The Solution: Stop looking for one person to do everything. Instead, deploy the "3-Person Revenue Engine," a specialized pod consisting of an Architect (Strategy), a Journalist (Content), and a Promoter (Distribution).
The Outcome: This structure decouples "making" from "selling," creating a scalable system where strategy, production, and distribution function as a unified operating system, clearing the path to €10M ARR.
Every week, I see the same job ad on LinkedIn. It is usually from a Founder or CEO of a B2B company sitting between €4M and €10M ARR.
The title reads "Head of Marketing." But when you scroll down to the requirements, you see a wish list that would require an entire agency to fulfill. They want someone who can:
You are looking for a mythical creature. If you find this person, they will burn out in six months. If you don't find them, you will likely hire someone mediocre at all of the above, rather than excellent at the few things that actually drive revenue.
The problem isn't that you lack talent. It is that you are trying to solve a structural problem with a "Unicorn" hire (which you shouldn't). At €4M+ ARR, the "Jack of all trades" model stops being an asset and becomes your biggest bottleneck.
The "generalist" model fails at €4M+ ARR because the increasing complexity of product and market demands specialization. When one person owns both Creation (writing, design) and Distribution (ads, funnels), distribution usually suffers. This results in a "Black Box" department that produces activity without revenue outcomes.
When you were at €1M ARR, a generalist was perfect. You needed someone to just "get things done." But now, you need to decouple the functions.
The CEO sees activity (blog posts nobody reads, podcasts with 12 downloads), but no outcome. To fix this, you don't need a 10-person department. You need three specific competencies functioning as a single unit.
The "3-person revenue engine" is a specialized marketing pod structure designed for scale-ups. It replaces the generalist model with three distinct functional roles: The Architect (Strategy & Ops), The Journalist (Content & Messaging), and The Promoter (Distribution & Demand). This ensures that strategy, production, and distribution receive dedicated focus.
The most efficient marketing teams I work with operate as a "Pod." These roles are not defined by seniority, but by function.
The Architect connects marketing activity to revenue. They don't worry about "likes"; they worry about how fast deals move. They ensure that Sales and Marketing are speaking the same language and that the funnel mechanics actually convert strangers into leads.
The biggest lie in B2B is "we have nothing to say." Your team has deep expertise, but it is trapped in their heads. The Journalist’s job is extraction. They interview internal experts and turn those insights into assets (like LinkedIn posts, whitepapers, and sales collateral) ensuring the message speaks to the customer's pain.
You'll find a template to create content in 30 minutes with your CEO in this article: 30-Minute Routine (Extraction Protocol).

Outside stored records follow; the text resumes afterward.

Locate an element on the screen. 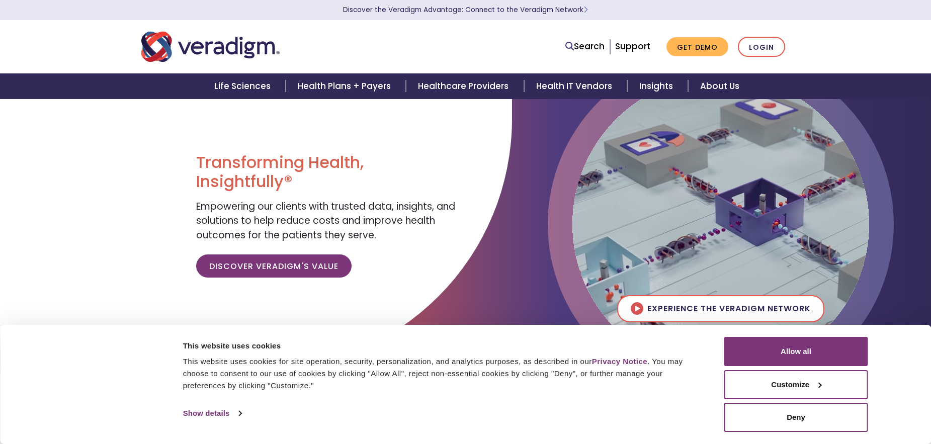  a: Health Plans + Payers is located at coordinates (346, 86).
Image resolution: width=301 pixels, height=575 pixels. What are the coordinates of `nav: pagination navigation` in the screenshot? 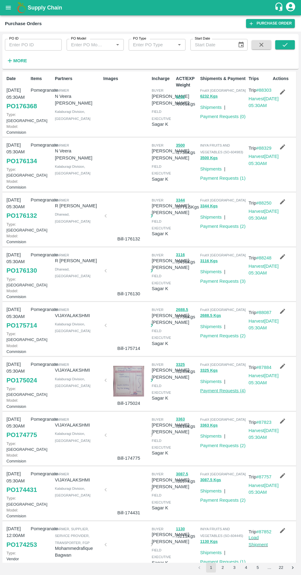 It's located at (246, 568).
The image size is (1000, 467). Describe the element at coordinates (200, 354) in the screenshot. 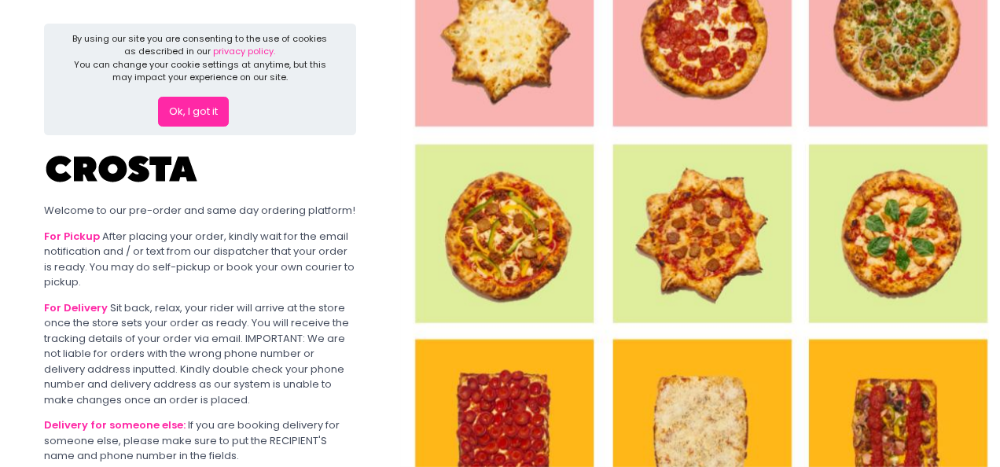

I see `div: Sit back, relax, your rider will arrive at the store once the store sets your order as ready. You...` at that location.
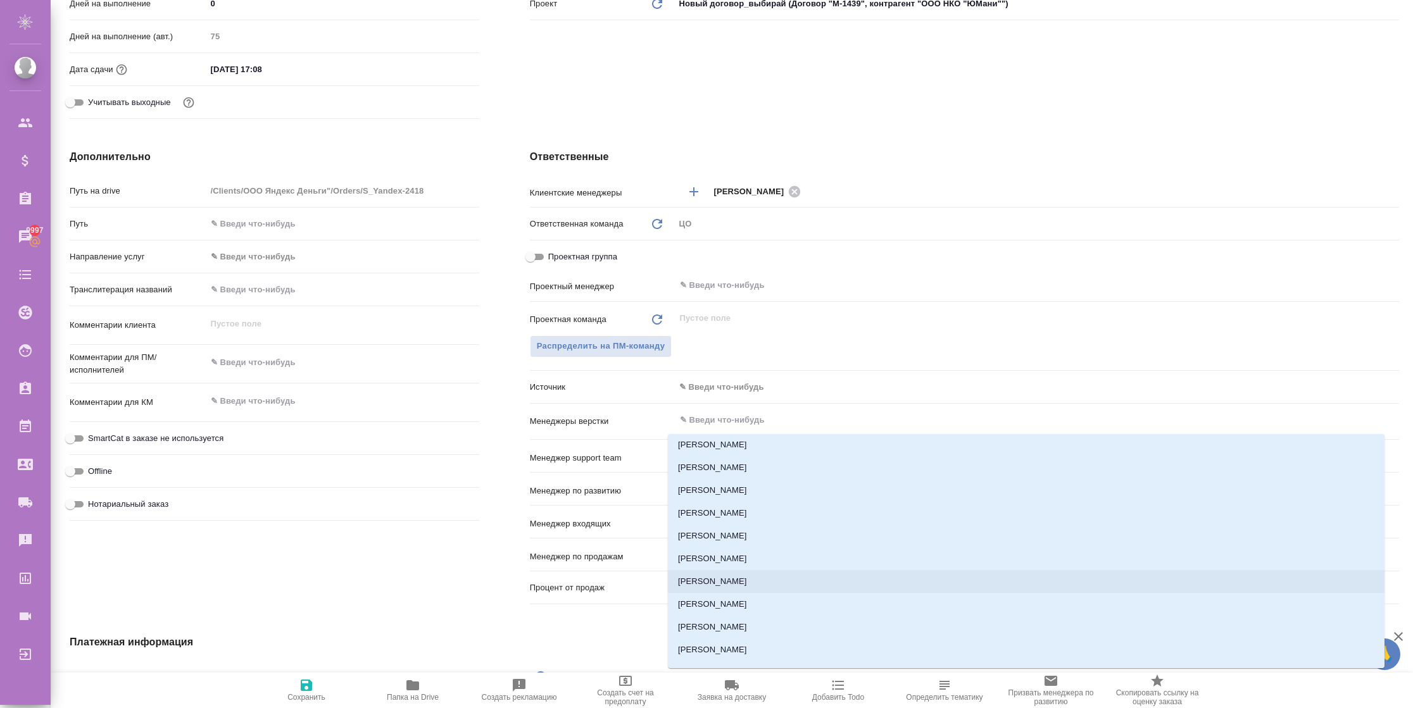 Image resolution: width=1413 pixels, height=708 pixels. I want to click on a: 9997, so click(25, 237).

The best content in the world is useless if nobody sees it. The Promoter wakes up every day thinking about distribution. They take the assets the Journalist created and push them into the market via paid channels, newsletters, and communities.

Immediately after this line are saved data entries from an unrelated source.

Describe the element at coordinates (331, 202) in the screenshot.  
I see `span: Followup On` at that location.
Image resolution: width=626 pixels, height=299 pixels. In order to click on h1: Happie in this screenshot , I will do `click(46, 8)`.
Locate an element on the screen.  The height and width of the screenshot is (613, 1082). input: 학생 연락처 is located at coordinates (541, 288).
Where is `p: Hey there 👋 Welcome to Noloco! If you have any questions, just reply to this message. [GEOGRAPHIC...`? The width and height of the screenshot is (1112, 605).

This structure breaks the €10M revenue wall by creating specialization without bloat. It separates "Making" (The Journalist) from "Selling" (The Promoter), ensuring neither quality nor reach is sacrificed. It also establishes clear accountability: if content is bad, it’s on the Journalist; if no one sees it, it’s on the Promoter.
Furthermore, this model is scalable.
The core structure remains the same up to €15M ARR or more, allowing you to scale without restructuring.

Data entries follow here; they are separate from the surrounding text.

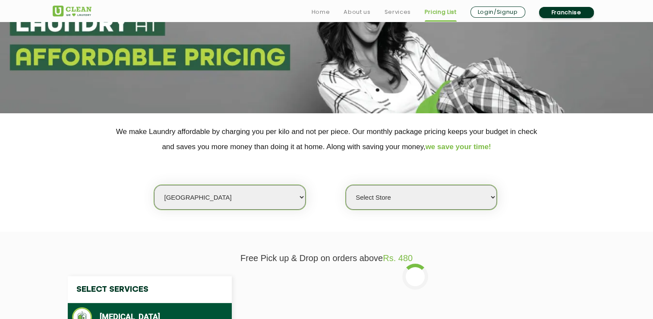 Image resolution: width=653 pixels, height=319 pixels. I want to click on p: We make Laundry affordable by charging you per kilo and not per piece. Our monthly package pricin..., so click(327, 139).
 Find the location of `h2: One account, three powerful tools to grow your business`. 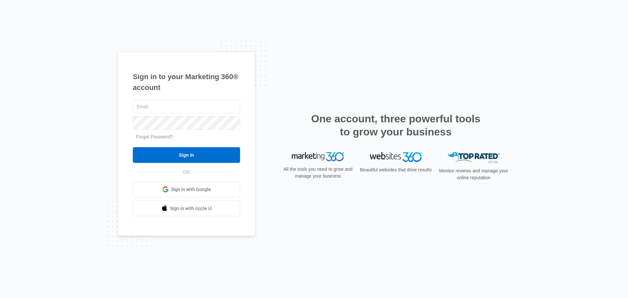

h2: One account, three powerful tools to grow your business is located at coordinates (396, 125).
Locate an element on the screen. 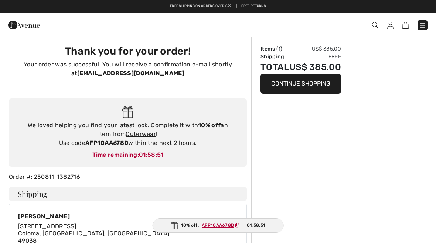 The height and width of the screenshot is (243, 436). h4: Shipping is located at coordinates (128, 194).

A marketing Operating System (OS) is the infrastructure of SOPs, templates, and frameworks that supports the team. Even a talented 3-person pod will fail without it. The OS includes positioning frameworks for the Architect, extraction templates for the Journalist, and distribution checklists for the Promoter.
At Nima Labs, we don't just advise you to hire this structure; we install EnablementOS to make it work, and to build a predictable pipeline in 90 days. We train the Architect to think like a CMO and provide the infrastructure to build a machine that runs itself.
The ideal structure is a specialized "Pod" of three roles: an Architect (Strategy), a Journalist (Content Creation), and a Promoter (Distribution). This avoids the "generalist" trap and ensures professional execution across all revenue functions.
Hiring a generalist at the scale-up stage (€4M+) leads to bottlenecks. No single person can master strategy, copy, design, and technical ad management simultaneously. Generalists often focus on "busy work" rather than revenue outcomes.
Scale by keeping the core "3-Person Engine" and adding junior specialists below them. For example, add a video editor under the Journalist or a PPC specialist under the Promoter, rather than hiring more general marketing managers.
If you are stuck at €5M or €8M ARR, look at your org chart. Do you have a clear division of labor between Strategy, Creation, and Distribution?
You probably don't need to fire everyone and start over. You likely have the right people, but they are in the wrong seats, focused on the wrong metrics.